Luda’s call brought us all together in front of a house, the front of which resembled a tatty shoe. Luda stood looking at the sign as if she were looking at herself in an old dull mirror whose mercury had peeled off. She tried to translate for us the Hebrew written on it, but her Arabic deserted her. When she tried in English, Jamil wouldn’t let her continue. He teasingly asked her to keep her tongue for some other speech. She did, apologizing in Arabic, English, and Russian.
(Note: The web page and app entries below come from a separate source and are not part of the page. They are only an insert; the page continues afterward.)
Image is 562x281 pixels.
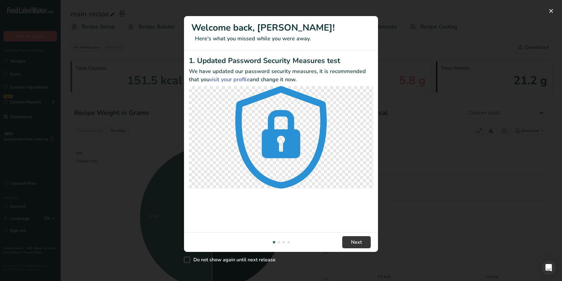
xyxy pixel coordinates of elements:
[190,257,275,263] span: Do not show again until next release
[191,35,371,43] p: Here's what you missed while you were away.
[541,260,556,275] div: Open Intercom Messenger
[189,67,373,84] p: We have updated our password security measures, it is recommended that you and change it now.
[342,236,371,248] button: Next
[351,239,362,246] span: Next
[191,21,371,35] h1: Welcome back, [PERSON_NAME]!
[189,55,373,66] h2: 1. Updated Password Security Measures test
[209,76,250,83] a: visit your profile
[189,86,373,189] img: Updated Password Security Measures test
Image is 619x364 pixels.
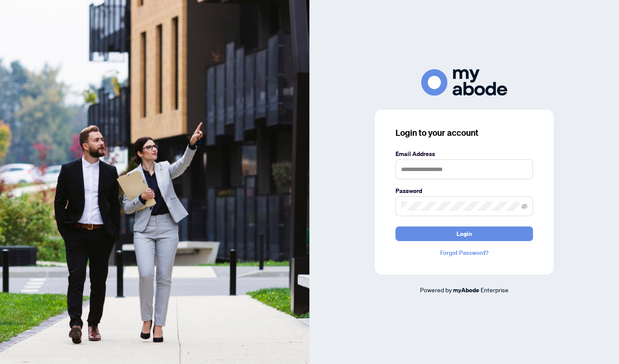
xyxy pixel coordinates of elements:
[396,227,533,241] button: Login
[396,149,533,159] label: Email Address
[396,248,533,258] a: Forgot Password?
[420,286,452,294] span: Powered by
[453,286,479,295] a: myAbode
[396,127,533,139] h3: Login to your account
[481,286,509,294] span: Enterprise
[522,203,528,209] span: eye-invisible
[421,69,507,96] img: ma-logo
[396,186,533,196] label: Password
[457,227,472,241] span: Login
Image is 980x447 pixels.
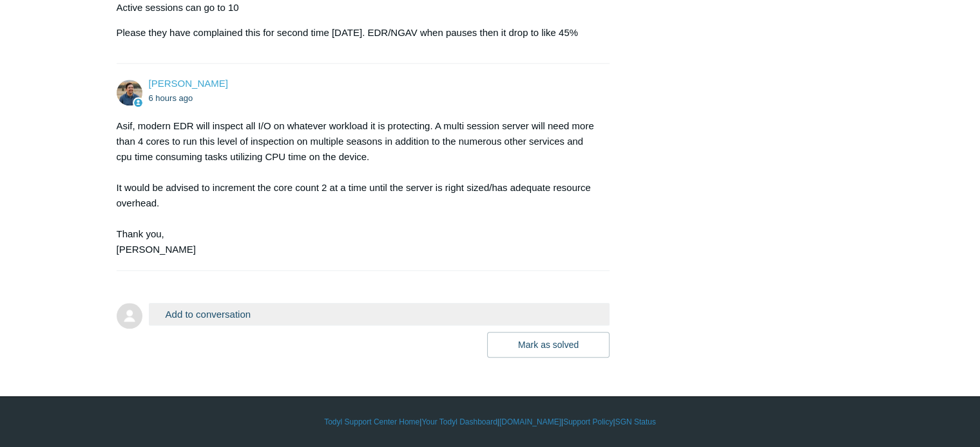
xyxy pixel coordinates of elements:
[615,416,656,428] a: SGN Status
[149,78,228,88] a: [PERSON_NAME]
[499,416,561,428] a: [DOMAIN_NAME]
[149,303,610,325] button: Add to conversation
[117,118,597,258] div: Asif, modern EDR will inspect all I/O on whatever workload it is protecting. A multi session serv...
[422,416,497,428] a: Your Todyl Dashboard
[149,93,194,103] time: 10/13/2025, 22:30
[149,78,228,88] span: Spencer Grissom
[487,332,609,358] button: Mark as solved
[117,416,864,428] div: | | | |
[117,25,597,41] p: Please they have complained this for second time [DATE]. EDR/NGAV when pauses then it drop to lik...
[324,416,419,428] a: Todyl Support Center Home
[563,416,613,428] a: Support Policy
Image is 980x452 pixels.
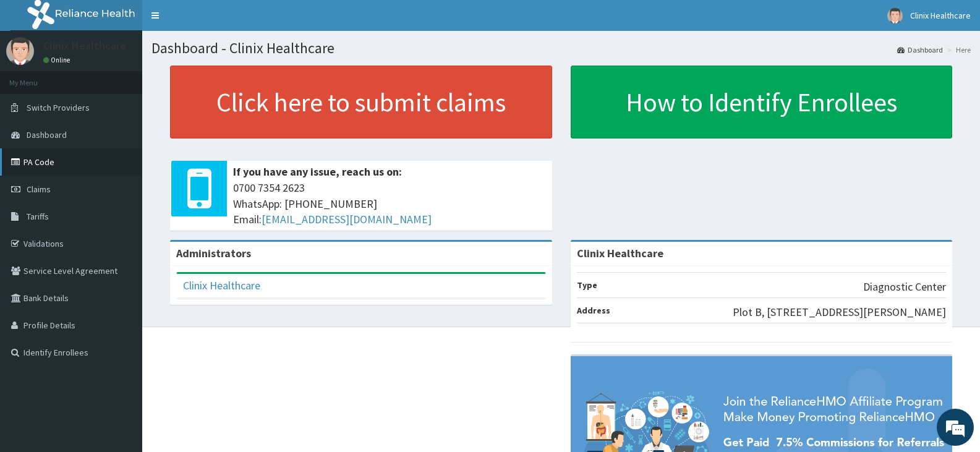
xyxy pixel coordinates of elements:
b: Administrators [177,246,251,261]
b: Address [577,305,611,316]
strong: Clinix Healthcare [577,246,664,261]
a: Dashboard [897,44,943,55]
b: Type [577,280,597,291]
span: Claims [27,184,51,195]
p: Plot B, [STREET_ADDRESS][PERSON_NAME] [733,304,946,321]
b: If you have any issue, reach us on: [233,165,402,179]
a: [EMAIL_ADDRESS][DOMAIN_NAME] [261,212,432,227]
li: Here [945,44,971,55]
a: Clinix Healthcare [183,278,261,292]
span: 0700 7354 2623 WhatsApp: [PHONE_NUMBER] Email: [233,180,546,227]
p: Diagnostic Center [863,279,946,295]
p: Clinix Healthcare [44,40,126,52]
h1: Dashboard - Clinix Healthcare [151,40,971,56]
a: Online [44,55,73,64]
span: Tariffs [27,211,49,222]
span: Clinix Healthcare [911,10,971,21]
span: Dashboard [27,129,66,140]
img: User Image [6,37,34,65]
a: Click here to submit claims [170,66,552,139]
a: How to Identify Enrollees [571,66,953,139]
img: User Image [888,8,903,24]
span: Switch Providers [27,102,89,113]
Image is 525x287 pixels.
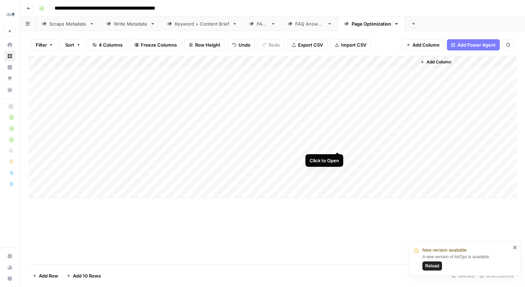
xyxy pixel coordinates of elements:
[413,41,440,48] span: Add Column
[352,20,391,27] div: Page Optimization
[4,73,15,84] a: Opportunities
[4,62,15,73] a: Insights
[238,41,250,48] span: Undo
[184,39,225,50] button: Row Height
[422,254,511,270] div: A new version of AirOps is available.
[39,272,58,279] span: Add Row
[65,41,74,48] span: Sort
[258,39,284,50] button: Redo
[99,41,123,48] span: 4 Columns
[4,6,15,23] button: Workspace: Compound Growth
[287,39,327,50] button: Export CSV
[477,270,517,281] div: 4/4 Columns
[269,41,280,48] span: Redo
[402,39,444,50] button: Add Column
[61,39,85,50] button: Sort
[88,39,127,50] button: 4 Columns
[341,41,366,48] span: Import CSV
[130,39,181,50] button: Freeze Columns
[417,57,454,67] button: Add Column
[62,270,105,281] button: Add 10 Rows
[4,250,15,262] a: Settings
[338,17,405,31] a: Page Optimization
[425,263,439,269] span: Reload
[141,41,177,48] span: Freeze Columns
[257,20,268,27] div: FAQs
[4,262,15,273] a: Usage
[195,41,220,48] span: Row Height
[175,20,229,27] div: Keyword > Content Brief
[73,272,101,279] span: Add 10 Rows
[422,247,466,254] span: New version available
[422,261,442,270] button: Reload
[4,50,15,62] a: Browse
[310,157,339,164] div: Click to Open
[282,17,338,31] a: FAQ Answers
[31,39,58,50] button: Filter
[447,39,500,50] button: Add Power Agent
[161,17,243,31] a: Keyword > Content Brief
[295,20,324,27] div: FAQ Answers
[457,41,496,48] span: Add Power Agent
[243,17,282,31] a: FAQs
[4,84,15,95] a: Your Data
[114,20,147,27] div: Write Metadata
[427,59,451,65] span: Add Column
[330,39,371,50] button: Import CSV
[100,17,161,31] a: Write Metadata
[4,8,17,21] img: Compound Growth Logo
[228,39,255,50] button: Undo
[4,273,15,284] button: Help + Support
[513,244,518,250] button: close
[36,41,47,48] span: Filter
[298,41,323,48] span: Export CSV
[449,270,477,281] div: 10 Rows
[4,39,15,50] a: Home
[49,20,87,27] div: Scrape Metadata
[36,17,100,31] a: Scrape Metadata
[28,270,62,281] button: Add Row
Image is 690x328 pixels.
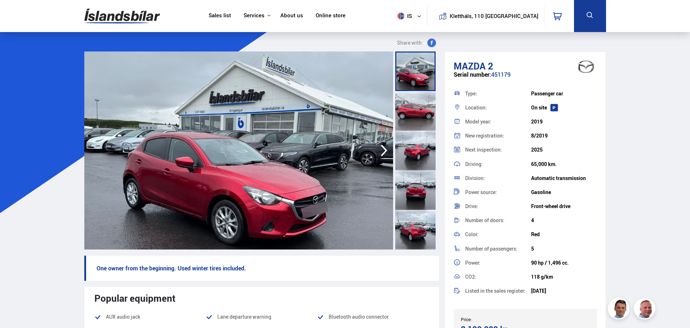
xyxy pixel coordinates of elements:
[453,59,485,72] font: Mazda
[531,132,547,139] font: 8/2019
[531,217,534,224] font: 4
[465,189,497,196] font: Power source:
[465,146,502,153] font: Next inspection:
[465,118,491,125] font: Model year:
[465,273,476,280] font: CO2:
[394,5,427,27] button: is
[397,13,404,19] img: svg+xml;base64,PHN2ZyB4bWxucz0iaHR0cDovL3d3dy53My5vcmcvMjAwMC9zdmciIHdpZHRoPSI1MTIiIGhlaWdodD0iNT...
[609,299,630,321] img: FbJEzSuNWCJXmdc-.webp
[531,90,563,97] font: Passenger car
[94,292,175,305] font: Popular equipment
[97,264,246,272] font: One owner from the beginning. Used winter tires included.
[531,231,539,238] font: Red
[84,51,393,250] img: 3478127.jpeg
[465,231,478,238] font: Color:
[531,118,542,125] font: 2019
[531,104,547,111] font: On site
[407,12,412,19] font: is
[461,317,471,322] font: Price:
[394,39,439,47] button: Share with:
[84,4,160,28] img: G0Ugv5HjCgRt.svg
[465,132,504,139] font: New registration:
[531,203,570,210] font: Front-wheel drive
[465,161,483,167] font: Driving:
[465,104,487,111] font: Location:
[397,39,423,46] font: Share with:
[453,71,491,79] font: Serial number:
[531,287,546,294] font: [DATE]
[465,259,480,266] font: Power:
[328,313,389,320] font: Bluetooth audio connector
[531,189,551,196] font: Gasoline
[531,245,534,252] font: 5
[488,59,493,72] font: 2
[531,259,568,266] font: 90 hp / 1,496 cc.
[465,217,504,224] font: Number of doors:
[531,146,542,153] font: 2025
[106,313,140,320] font: AUX audio jack
[465,175,485,182] font: Division:
[280,12,303,20] a: About us
[243,12,264,19] button: Services
[531,161,556,167] font: 65,000 km.
[465,203,478,210] font: Drive:
[531,273,553,280] font: 118 g/km
[209,12,231,20] a: Sales list
[315,12,345,20] a: Online store
[452,13,535,19] button: Klettháls, 110 [GEOGRAPHIC_DATA]
[209,12,231,19] font: Sales list
[217,313,271,320] font: Lane departure warning
[465,245,517,252] font: Number of passengers:
[315,12,345,19] font: Online store
[465,287,525,294] font: Listed in the sales register:
[433,6,538,26] a: Klettháls, 110 [GEOGRAPHIC_DATA]
[531,175,586,182] font: Automatic transmission
[465,90,477,97] font: Type:
[280,12,303,19] font: About us
[491,71,510,79] font: 451179
[635,299,656,321] img: siFngHWaQ9KaOqBr.png
[449,12,538,19] font: Klettháls, 110 [GEOGRAPHIC_DATA]
[571,55,600,78] img: brand logo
Then Jamil went up to the sign, and we listened as he conveyed its meaning to us in his fluent Arabic:
Arusi’s House
This house is the last major private house to be found in the Dahman quarter, which was named after a family that lived there. The house is an example of distinctive Arab houses. It was constructed with a square called a hawsh in the middle of it, which is a basic feature of Arab houses. It is usually surrounded by bedrooms, and most of the daily household chores are conducted there. The distinctive feature of this house is that it still preserves the simple, traditional methods that the Arab residents relied on in their lives.